On more local and immediate matters, he’s thinking he wants a girlfriend. The problem, some of which he understands, is that he does not grasp social cues or body language. He takes words literally and he has neither filters nor a sense of appropriate social conversation. If someone has said a vulgar word and it’s stuck in his head, he will blurt it out with no regard for who hears it.

In the abstract, this can be humorous. Atypical makes it clear that in reality this makes ordinary human interaction a mountain Sam has to climb every day.  

It also makes clear the Catch-22 for viewers.

We want to empathize with Sam (left) and root for him. We just have to realize we will get almost none of that back. The feelings of others don’t register with Sam in a way that he can express. It’s not part of his wiring, which is frustrating for others and a killer social roadblock for him. 

In the larger scope, Atypical quickly and deftly frames the most heart-wrenching question for parents and guardians of teenagers on the spectrum.

Do you try to build a protective bubble around them or do you let them plunge out into a world you know is going to be full of painful challenges and hurtful falls?

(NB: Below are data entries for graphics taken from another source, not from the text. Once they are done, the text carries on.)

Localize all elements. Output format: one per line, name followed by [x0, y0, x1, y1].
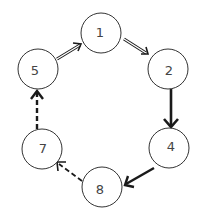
node-7: 7 — [22, 129, 62, 169]
node-2: 2 — [148, 49, 188, 89]
node-4: 4 — [149, 128, 189, 168]
node-5: 5 — [18, 49, 58, 89]
edge-1-to-2 — [124, 39, 148, 54]
node-label: 7 — [39, 141, 47, 156]
node-label: 5 — [31, 63, 39, 78]
node-label: 8 — [96, 182, 104, 197]
edge-7-to-5 — [31, 91, 43, 129]
node-1: 1 — [81, 13, 121, 53]
edge-2-to-4 — [164, 89, 178, 127]
node-8: 8 — [82, 167, 122, 207]
edge-4-to-8 — [125, 168, 154, 187]
node-label: 4 — [167, 139, 175, 154]
edge-5-to-1 — [57, 43, 81, 59]
cycle-diagram: 1 2 4 8 7 5 — [0, 0, 206, 221]
node-label: 1 — [96, 25, 104, 40]
node-label: 2 — [165, 63, 173, 78]
edge-8-to-7 — [57, 162, 82, 181]
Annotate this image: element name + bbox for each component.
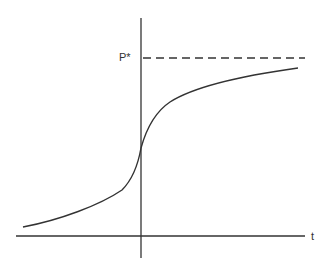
x-axis-label: t	[311, 231, 314, 242]
chart-canvas: P* t	[0, 0, 329, 272]
sigmoid-curve	[23, 68, 298, 227]
chart-svg	[0, 0, 329, 272]
asymptote-label: P*	[119, 52, 131, 63]
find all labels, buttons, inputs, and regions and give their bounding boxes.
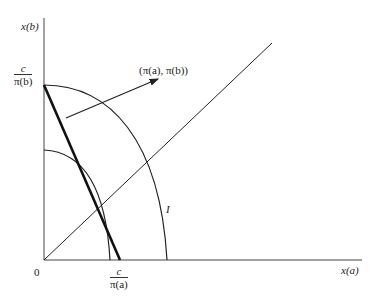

Elsa falls into the first group. Sam just isn’t ready, she says. Every time the phone rings her heart leaps into her throat, fearing there’s been an incident or an outburst and pieces that will have to be put back together.

Julia says if Sam wants a girlfriend, he should figure out how to go for it.

Be careful what you suggest.

Almost every viewer’s favorite character, outside of Sam, will be Casey. She’s a track athlete whose long-term goal is to get out of this town and whose short-term goal is to shred anyone who picks on her brother.

Her dislike of bullies indirectly leads her to meet a boy, Evan (Graham Rogers), which throws her off because she has always told herself that her need for focus precludes inessential things like dating.

Casey provides some uncomplicated humor, which is good because much of the rest comes with a double edge.

On the one side, Sam’s a plucky fellow. He doesn’t spend much time feeling sorry for himself, and that gives us permission, as the shrinks say, to enjoy the humor in some of his social stumbles and wildly inappropriate conversation.

On the other hand, Atypical reminds us that while life is tough for all teenagers, Sam faces so many more things, the most ordinary things, that make him hurt.

In an age when TV writers have created well-turned comic material for shows like Speechless and You’re the Worst, Sam isn’t a total pioneer.  

But Atypical never lets us forget that life on the spectrum is more hard than humorous.